The Wrapping is the Gift

Gift-wrapping is my favorite part of the Christmas holiday preparations. There’s a finality to the process that soothes my frazzled nerves and buoys my flagging spirits.

by Ellen Lambert • More.com Member { View Profile }

I was reminded again yesterday why gift-wrapping is my favorite part of the Christmas holiday preparations. There’s a finality to the process that soothes my frazzled nerves and buoys my flagging spirits. I sequester myself in a bedroom, turn on the station playing 24/7 Christmas Carols, clear a swath of floor, and just get after it!

 A thousand years ago, I worked a Christmas season for a department store. Normally I was assigned to the credit department, but I was wisely moved to the gift-wrapping section the 20th time I asked my supervisor to make a credit exception. “C’mon,” I’d whine. “It’s Chri-s-s-s-s-stmas!” Reason enough to throw credit policy out the window, if you ask me!



Once I landed in the gift-wrap department, I drew all the irregular and oversized gifts. I guess it was because I was the low woman on the totem pole; that, or I was in such effervescently great spirits no one thought I’d mind. They were right; I loved the challenge of any gift too cumbersome or unwieldy to wrap. Cuisinart?  Goodie, bring that bad boy right here. Another king comforter? I'm on it! 
That's not to say the job wasn't stressful. What?! You didn't think gift-wrapping was a high-pressure job? Try the last days before Christmas when everyone wants everything wrapped altogether, all at once, and right this second! Everyone saying: "How long NOW?"  Didn't they know? You can't rush greatness? Or the idiosyncratic requests. "Oh, you wanted the pajamas wrapped separately — as in the top and the bottom separate — of course!


These days there’s no rush to the wrapping. Just the pleasure. I listen to the carols, the new ones and the classics, and some of the treasures sung by Sinatra, Dean Martin, Peggy Lee. I hear “Grandma Got Ran Over by a Reindeer,” and it never fails to make me smile.

 I enjoy the wrapping part the best because it gives me a chance to sip some peppermint mocha coffee and catch my breath — pause and reflect — anticipate the joys of the days to come. It’s the unbusiest thing I do all season. I hum the songs, tie the ribbons, place the bows, and breathe. See? The wrapping is the gift.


Gather, from the data below, each line in which the word "compression" occurs.

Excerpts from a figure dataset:

☆ ☆ ☆ ☆ ☆

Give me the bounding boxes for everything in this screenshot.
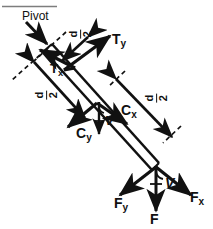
construction-lines [12,32,181,143]
dimension-right-numerator: d [144,94,155,103]
force-resultant-label: F [150,212,159,226]
compression-y-arrow [68,103,97,127]
lower-tick-dash [163,126,181,143]
compression-y-label: Cy [76,126,92,143]
dimension-top-value: d 2 [68,30,93,39]
free-body-diagram: Pivot Ty Tx Cx Cy V Fy Fx F V d 2 d 2 d … [0,0,213,229]
dimension-top-arrow [62,37,88,61]
force-x-subscript: x [199,196,205,207]
dimension-right-denominator: 2 [158,94,169,103]
shear-bottom-label: V [165,176,174,190]
tension-y-label: Ty [112,32,126,49]
tension-y-subscript: y [121,38,127,49]
tension-junction-stub [64,68,75,70]
bar-edge-upper [52,44,159,163]
compression-x-subscript: x [131,109,137,120]
compression-x-symbol: C [121,102,131,118]
force-y-label: Fy [114,196,128,213]
compression-y-symbol: C [76,125,86,141]
dimension-left-denominator: 2 [48,91,59,100]
dimension-top-group [62,37,88,61]
force-y-symbol: F [114,195,123,211]
compression-y-subscript: y [86,132,92,143]
dimension-left-value: d 2 [34,91,59,100]
tension-x-symbol: T [50,61,58,76]
force-x-label: Fx [190,190,204,207]
dimension-top-numerator: d [68,30,79,39]
pivot-pointer-arrow [26,22,47,44]
shear-mid-label: V [105,114,114,127]
dimension-top-denominator: 2 [82,30,93,39]
dimension-left-numerator: d [34,91,45,100]
tension-y-symbol: T [112,31,121,47]
pivot-label: Pivot [22,10,49,22]
tension-x-subscript: x [58,68,63,78]
compression-x-label: Cx [121,103,137,120]
force-y-subscript: y [123,202,129,213]
tension-x-label: Tx [50,62,63,78]
force-x-symbol: F [190,189,199,205]
force-y-arrow [120,167,156,195]
dimension-right-value: d 2 [144,94,169,103]
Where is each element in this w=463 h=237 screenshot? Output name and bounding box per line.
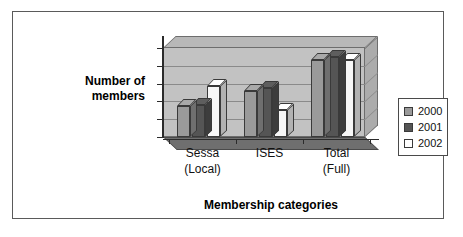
x-category-label-1: ISES xyxy=(235,145,305,161)
bar-side-face xyxy=(220,80,227,137)
y-tick-60 xyxy=(157,84,162,85)
bar-side-face xyxy=(205,98,212,137)
bar-side-face xyxy=(354,53,361,137)
chart-frame: Number of members 100 80 60 40 20 0 Sess… xyxy=(12,11,444,219)
x-category-label-0: Sessa (Local) xyxy=(168,145,238,177)
x-axis-line xyxy=(163,139,379,140)
plot-area xyxy=(163,36,395,154)
x-category-main-0: Sessa xyxy=(186,146,219,160)
legend-item-2002[interactable]: 2002 xyxy=(404,135,443,151)
bar-side-face xyxy=(339,50,346,137)
x-axis-title: Membership categories xyxy=(163,198,379,212)
y-axis-title: Number of members xyxy=(43,74,145,104)
bar-2000-2[interactable] xyxy=(311,60,324,137)
chart-figure: Number of members 100 80 60 40 20 0 Sess… xyxy=(0,0,463,237)
legend-label: 2000 xyxy=(418,105,442,117)
plot-top-slab xyxy=(163,36,378,48)
x-tick-2 xyxy=(303,140,304,144)
y-axis-line xyxy=(162,36,164,138)
legend-swatch-icon xyxy=(404,139,413,148)
chart-legend: 200020012002 xyxy=(398,98,448,156)
x-category-label-2: Total (Full) xyxy=(302,145,372,177)
bar-2000-0[interactable] xyxy=(177,106,190,137)
y-tick-100 xyxy=(157,48,162,49)
legend-label: 2002 xyxy=(418,137,442,149)
bar-side-face xyxy=(272,82,279,137)
plot-side-wall xyxy=(365,36,378,137)
bar-side-face xyxy=(257,84,264,137)
bar-side-face xyxy=(324,53,331,137)
y-tick-80 xyxy=(157,66,162,67)
bar-front-face xyxy=(177,106,190,137)
legend-label: 2001 xyxy=(418,121,442,133)
legend-item-2001[interactable]: 2001 xyxy=(404,119,443,135)
legend-item-2000[interactable]: 2000 xyxy=(404,103,443,119)
x-tick-3 xyxy=(370,140,371,144)
bar-front-face xyxy=(244,91,257,137)
y-tick-40 xyxy=(157,101,162,102)
y-tick-20 xyxy=(157,119,162,120)
y-axis-title-line2: members xyxy=(92,89,145,103)
x-category-main-1: ISES xyxy=(256,146,283,160)
x-category-sub-0: (Local) xyxy=(168,161,238,177)
legend-swatch-icon xyxy=(404,123,413,132)
bar-side-face xyxy=(190,99,197,137)
x-tick-0 xyxy=(169,140,170,144)
x-tick-1 xyxy=(236,140,237,144)
x-category-main-2: Total xyxy=(324,146,349,160)
bar-2000-1[interactable] xyxy=(244,91,257,137)
y-tick-0 xyxy=(157,137,162,138)
x-category-sub-2: (Full) xyxy=(302,161,372,177)
y-axis-title-line1: Number of xyxy=(85,74,145,88)
legend-swatch-icon xyxy=(404,107,413,116)
bar-front-face xyxy=(311,60,324,137)
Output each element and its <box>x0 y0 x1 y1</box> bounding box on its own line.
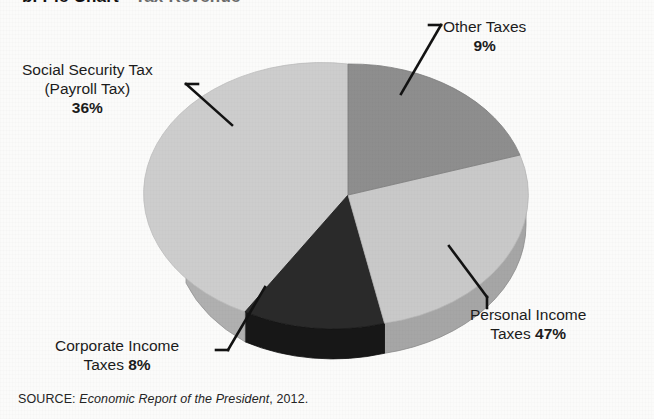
label-corporate-income: Corporate Income Taxes 8% <box>55 336 179 374</box>
label-other-taxes: Other Taxes 9% <box>443 17 526 55</box>
source-prefix: SOURCE: <box>18 392 76 406</box>
label-corporate-income-name-line1: Corporate Income <box>55 336 179 355</box>
label-social-security-name-line1: Social Security Tax <box>22 60 153 79</box>
label-social-security-value: 36% <box>22 98 153 117</box>
label-other-taxes-name: Other Taxes <box>443 17 526 36</box>
label-personal-income-value: 47% <box>535 325 566 342</box>
figure-title-caption: Tax Revenue <box>135 0 241 6</box>
label-personal-income-name-line1: Personal Income <box>470 305 586 324</box>
label-social-security: Social Security Tax (Payroll Tax) 36% <box>22 60 153 117</box>
pie-chart-figure: b. Pie ChartTax Revenue <box>0 0 654 419</box>
label-social-security-name-line2: (Payroll Tax) <box>22 79 153 98</box>
source-work-title: Economic Report of the President <box>79 392 269 406</box>
source-note: SOURCE: Economic Report of the President… <box>18 392 308 406</box>
label-personal-income-line2: Taxes 47% <box>470 324 586 343</box>
label-corporate-income-line2: Taxes 8% <box>55 355 179 374</box>
label-corporate-income-name-line2: Taxes <box>83 356 124 373</box>
figure-title: b. Pie ChartTax Revenue <box>22 0 241 7</box>
figure-title-label: b. Pie Chart <box>22 0 119 6</box>
source-year: , 2012. <box>269 392 308 406</box>
pie-top-faces <box>144 63 529 329</box>
label-other-taxes-value: 9% <box>443 36 526 55</box>
label-personal-income: Personal Income Taxes 47% <box>470 305 586 343</box>
label-corporate-income-value: 8% <box>128 356 150 373</box>
label-personal-income-name-line2: Taxes <box>490 325 531 342</box>
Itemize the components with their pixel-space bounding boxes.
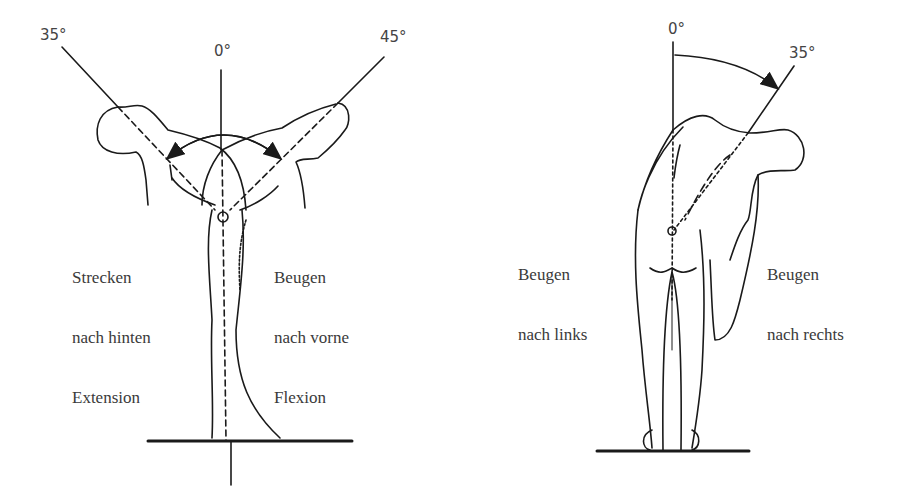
flexion-label: Beugen nach vorne Flexion bbox=[274, 228, 349, 448]
extension-label-line2: nach hinten bbox=[72, 328, 151, 348]
right-zero-angle-label: 0° bbox=[668, 20, 685, 38]
flexion-angle-label: 45° bbox=[380, 28, 407, 46]
lateral-angle-label: 35° bbox=[789, 44, 816, 62]
flexion-label-line3: Flexion bbox=[274, 388, 349, 408]
extension-label-line1: Strecken bbox=[72, 268, 151, 288]
flexion-label-line1: Beugen bbox=[274, 268, 349, 288]
extension-label-line3: Extension bbox=[72, 388, 151, 408]
bend-right-label-line2: nach rechts bbox=[767, 325, 844, 345]
extension-label: Strecken nach hinten Extension bbox=[72, 228, 151, 448]
bend-right-label: Beugen nach rechts bbox=[767, 225, 844, 385]
flexion-label-line2: nach vorne bbox=[274, 328, 349, 348]
bend-left-label: Beugen nach links bbox=[518, 225, 587, 385]
bend-left-label-line2: nach links bbox=[518, 325, 587, 345]
left-zero-angle-label: 0° bbox=[214, 42, 231, 60]
extension-angle-label: 35° bbox=[40, 26, 67, 44]
spine-range-of-motion-diagram: 35° 0° 45° Strecken nach hinten Extensio… bbox=[0, 0, 902, 503]
bend-right-label-line1: Beugen bbox=[767, 265, 844, 285]
bend-left-label-line1: Beugen bbox=[518, 265, 587, 285]
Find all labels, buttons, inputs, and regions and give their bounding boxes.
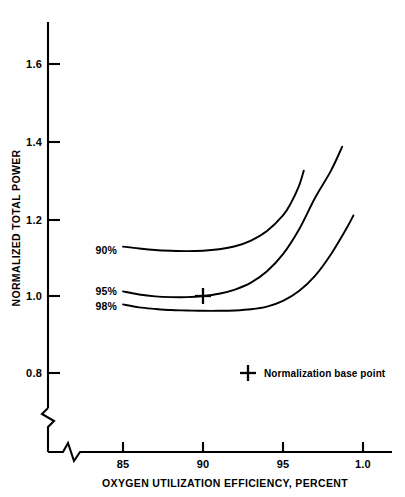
y-tick-marks [48, 64, 60, 373]
legend: Normalization base point [240, 365, 386, 381]
curve-label-90-percent: 90% [95, 244, 117, 256]
x-tick-labels: 85 90 95 1.0 [117, 458, 371, 470]
x-tick-label-85: 85 [117, 458, 130, 470]
curve-label-95-percent: 95% [95, 285, 117, 297]
x-axis-line [48, 443, 392, 461]
x-tick-marks [123, 442, 363, 452]
y-tick-labels: 1.6 1.4 1.2 1.0 0.8 [26, 58, 43, 379]
y-axis-title: NORMALIZED TOTAL POWER [10, 149, 22, 306]
curve-95-percent [123, 147, 342, 298]
legend-label-base-point: Normalization base point [264, 368, 386, 379]
y-tick-label-1.6: 1.6 [26, 58, 42, 70]
y-tick-label-1.2: 1.2 [26, 214, 42, 226]
chart-figure: 1.6 1.4 1.2 1.0 0.8 85 90 95 1.0 OXYGEN … [0, 0, 405, 497]
x-tick-label-100: 1.0 [355, 458, 371, 470]
x-tick-label-90: 90 [197, 458, 210, 470]
chart-canvas: 1.6 1.4 1.2 1.0 0.8 85 90 95 1.0 OXYGEN … [0, 0, 405, 497]
normalization-base-point-marker [195, 288, 211, 304]
x-tick-label-95: 95 [277, 458, 290, 470]
curve-90-percent [123, 171, 304, 252]
data-curves [123, 147, 353, 311]
curve-label-98-percent: 98% [95, 300, 117, 312]
y-tick-label-1.4: 1.4 [26, 136, 43, 148]
x-axis-title: OXYGEN UTILIZATION EFFICIENCY, PERCENT [102, 477, 348, 489]
y-axis-break-mark [42, 408, 54, 452]
y-tick-label-0.8: 0.8 [26, 367, 42, 379]
curve-labels: 90% 95% 98% [95, 244, 117, 312]
y-tick-label-1.0: 1.0 [26, 290, 42, 302]
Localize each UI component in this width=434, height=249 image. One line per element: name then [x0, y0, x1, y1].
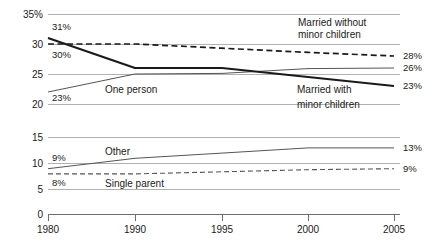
series-annotation-married-with-minor-children-line1: Married with: [297, 84, 351, 95]
series-annotation-other: Other: [105, 146, 131, 157]
series-line-single-parent: [48, 169, 394, 174]
x-axis: 1980 1990 1995 2000 2005: [37, 215, 406, 236]
series-annotation-married-with-minor-children-line2: minor children: [297, 99, 360, 110]
series-annotation-single-parent: Single parent: [105, 178, 164, 189]
start-label-one-person: 23%: [52, 92, 72, 103]
y-tick-upper-20: 20: [32, 99, 44, 110]
end-label-one-person: 26%: [403, 62, 423, 73]
y-tick-lower-10: 10: [32, 158, 44, 169]
series-annotation-married-without-minor-children-line1: Married without: [298, 17, 367, 28]
lower-panel-gridlines: [48, 138, 400, 190]
x-tick-label-1995: 1995: [211, 224, 234, 235]
end-label-married-without-minor-children: 28%: [403, 50, 423, 61]
upper-panel: 35% 30 25 20 31% 30% 23% 28% 26% 23% Mar…: [23, 9, 423, 110]
series-annotation-married-without-minor-children-line2: minor children: [298, 29, 361, 40]
lower-panel: 15 10 5 0 9% 8% 13% 9% Other Single pare…: [32, 132, 423, 220]
end-label-married-with-minor-children: 23%: [403, 80, 423, 91]
start-label-married-with-minor-children: 31%: [52, 21, 72, 32]
chart-canvas: 35% 30 25 20 31% 30% 23% 28% 26% 23% Mar…: [0, 0, 434, 249]
x-tick-label-2000: 2000: [297, 224, 320, 235]
y-tick-upper-35: 35%: [23, 9, 43, 20]
y-tick-upper-30: 30: [32, 39, 44, 50]
start-label-single-parent: 8%: [52, 177, 66, 188]
lower-panel-y-axis: 15 10 5 0: [32, 132, 44, 220]
end-label-single-parent: 9%: [403, 163, 417, 174]
start-label-other: 9%: [52, 152, 66, 163]
y-tick-lower-0: 0: [37, 209, 43, 220]
y-tick-lower-15: 15: [32, 132, 44, 143]
end-label-other: 13%: [403, 142, 423, 153]
x-tick-label-2005: 2005: [383, 224, 406, 235]
y-tick-upper-25: 25: [32, 69, 44, 80]
series-annotation-one-person: One person: [105, 84, 157, 95]
y-tick-lower-5: 5: [37, 184, 43, 195]
x-tick-label-1990: 1990: [124, 224, 147, 235]
series-line-other: [48, 148, 394, 169]
start-label-married-without-minor-children: 30%: [52, 49, 72, 60]
series-line-married-without-minor-children: [48, 44, 394, 56]
x-tick-label-1980: 1980: [37, 224, 60, 235]
upper-panel-y-axis: 35% 30 25 20: [23, 9, 43, 110]
household-composition-line-chart: 35% 30 25 20 31% 30% 23% 28% 26% 23% Mar…: [0, 0, 434, 249]
series-line-married-with-minor-children: [48, 38, 394, 86]
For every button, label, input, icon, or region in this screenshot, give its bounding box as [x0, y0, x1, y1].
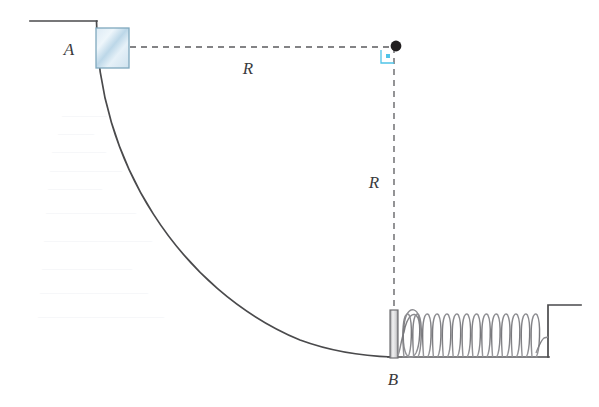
centre-point-dot-icon — [391, 41, 402, 52]
spring-coil-loop — [432, 314, 440, 357]
svg-text:————————: ———————— — [49, 165, 123, 175]
svg-text:——————————: —————————— — [45, 207, 137, 217]
spring-coil-loop — [452, 314, 460, 357]
diagram-canvas: ————— ———— —————— ———————— —————— ——————… — [0, 0, 599, 407]
spring-coil-loop — [482, 314, 490, 357]
spring-coil-loop — [531, 314, 539, 357]
svg-text:————: ———— — [57, 128, 95, 138]
spring-coil-loop — [472, 314, 480, 357]
label-radius-vertical: R — [368, 173, 380, 192]
spring-coil-loop — [423, 314, 432, 357]
background-ghost-marks: ————— ———— —————— ———————— —————— ——————… — [37, 110, 165, 321]
label-radius-horizontal: R — [242, 59, 254, 78]
spring-coil-loop — [521, 314, 529, 357]
block-at-point-a — [96, 28, 129, 68]
svg-text:————————————: ———————————— — [39, 287, 149, 297]
svg-text:——————: —————— — [51, 146, 107, 156]
physics-diagram-figure: ————— ———— —————— ———————— —————— ——————… — [0, 0, 599, 407]
right-wall-and-ledge — [548, 305, 581, 357]
spring-coil-loop — [492, 314, 501, 357]
spring-coils — [398, 310, 548, 358]
spring-coil-loop — [442, 314, 451, 357]
svg-text:————————————: ———————————— — [43, 235, 153, 245]
label-point-a: A — [63, 40, 75, 59]
svg-text:——————————: —————————— — [41, 263, 133, 273]
spring-coil-loop — [511, 314, 520, 357]
svg-text:——————————————: —————————————— — [37, 311, 165, 321]
spring-end-plate — [390, 310, 398, 358]
spring-coil-loop — [462, 314, 470, 357]
spring-coil-loop — [501, 314, 509, 357]
label-point-b: B — [388, 370, 399, 389]
right-angle-marker-dot-icon — [386, 54, 390, 58]
svg-text:——————: —————— — [47, 183, 103, 193]
svg-text:—————: ————— — [61, 110, 108, 120]
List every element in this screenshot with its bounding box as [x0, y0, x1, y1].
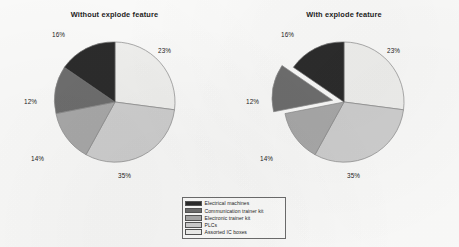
legend-swatch-electrical-machines [185, 201, 202, 207]
chart-legend: Electrical machines Communication traine… [182, 197, 286, 239]
legend-swatch-plcs [185, 222, 202, 228]
chart-panel-without-explode: Without explode feature 23% 35% 14% 12% … [0, 0, 229, 200]
pct-label-electrical-machines-left: 16% [52, 31, 65, 38]
chart-title-left: Without explode feature [0, 10, 229, 19]
legend-label-electronic-trainer-kit: Electronic trainer kit [205, 215, 251, 221]
legend-item: Communication trainer kit [185, 207, 283, 214]
pct-label-electronic-trainer-kit-right: 14% [260, 155, 273, 162]
pct-label-communication-trainer-kit-left: 12% [24, 98, 37, 105]
legend-label-assorted-ic-boxes: Assorted IC boxes [205, 229, 247, 235]
legend-label-electrical-machines: Electrical machines [205, 200, 250, 206]
pct-label-plcs-right: 35% [347, 172, 360, 179]
legend-swatch-communication-trainer-kit [185, 208, 202, 214]
pct-label-communication-trainer-kit-right: 12% [246, 98, 259, 105]
legend-label-communication-trainer-kit: Communication trainer kit [205, 208, 264, 214]
legend-swatch-electronic-trainer-kit [185, 215, 202, 221]
legend-item: Electronic trainer kit [185, 214, 283, 221]
chart-title-right: With explode feature [229, 10, 459, 19]
pct-label-electronic-trainer-kit-left: 14% [31, 155, 44, 162]
legend-item: PLCs [185, 222, 283, 229]
chart-panel-with-explode: With explode feature 23% 35% 14% 12% 16% [229, 0, 459, 200]
legend-swatch-assorted-ic-boxes [185, 229, 202, 235]
pct-label-assorted-ic-boxes-left: 23% [158, 47, 171, 54]
pct-label-assorted-ic-boxes-right: 23% [387, 47, 400, 54]
legend-label-plcs: PLCs [205, 222, 218, 228]
pct-label-electrical-machines-right: 16% [281, 31, 294, 38]
pct-label-plcs-left: 35% [118, 172, 131, 179]
legend-item: Assorted IC boxes [185, 229, 283, 236]
legend-item: Electrical machines [185, 200, 283, 207]
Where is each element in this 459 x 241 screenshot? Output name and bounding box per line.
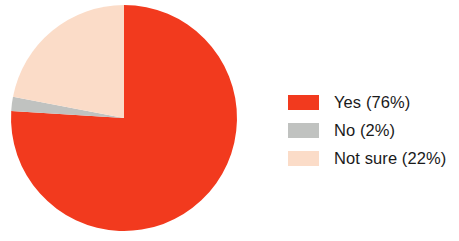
legend-label-yes: Yes (76%) <box>334 94 410 111</box>
pie-chart-figure: Yes (76%) No (2%) Not sure (22%) <box>0 0 459 241</box>
legend-item-no[interactable]: No (2%) <box>288 116 459 144</box>
legend-item-not-sure[interactable]: Not sure (22%) <box>288 144 459 172</box>
legend-label-not-sure: Not sure (22%) <box>334 150 446 167</box>
legend-swatch-not-sure <box>288 151 319 166</box>
pie-chart-plot-area <box>0 0 250 241</box>
legend-swatch-yes <box>288 95 319 110</box>
legend-label-no: No (2%) <box>334 122 395 139</box>
pie-chart-svg <box>0 0 250 241</box>
legend-swatch-no <box>288 123 319 138</box>
pie-slice-group <box>11 5 237 231</box>
chart-legend: Yes (76%) No (2%) Not sure (22%) <box>288 88 459 172</box>
legend-item-yes[interactable]: Yes (76%) <box>288 88 459 116</box>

☆ ☆ ☆ ☆ ☆

SOLUTION FOR THIS PROBLEM —
compression-y-arrow [68,103,97,127]
compression-y-label: Cy [76,126,92,143]
compression-x-subscript: x [131,109,137,120]
compression-x-symbol: C [121,102,131,118]
compression-y-symbol: C [76,125,86,141]
compression-y-subscript: y [86,132,92,143]
compression-x-label: Cx [121,103,137,120]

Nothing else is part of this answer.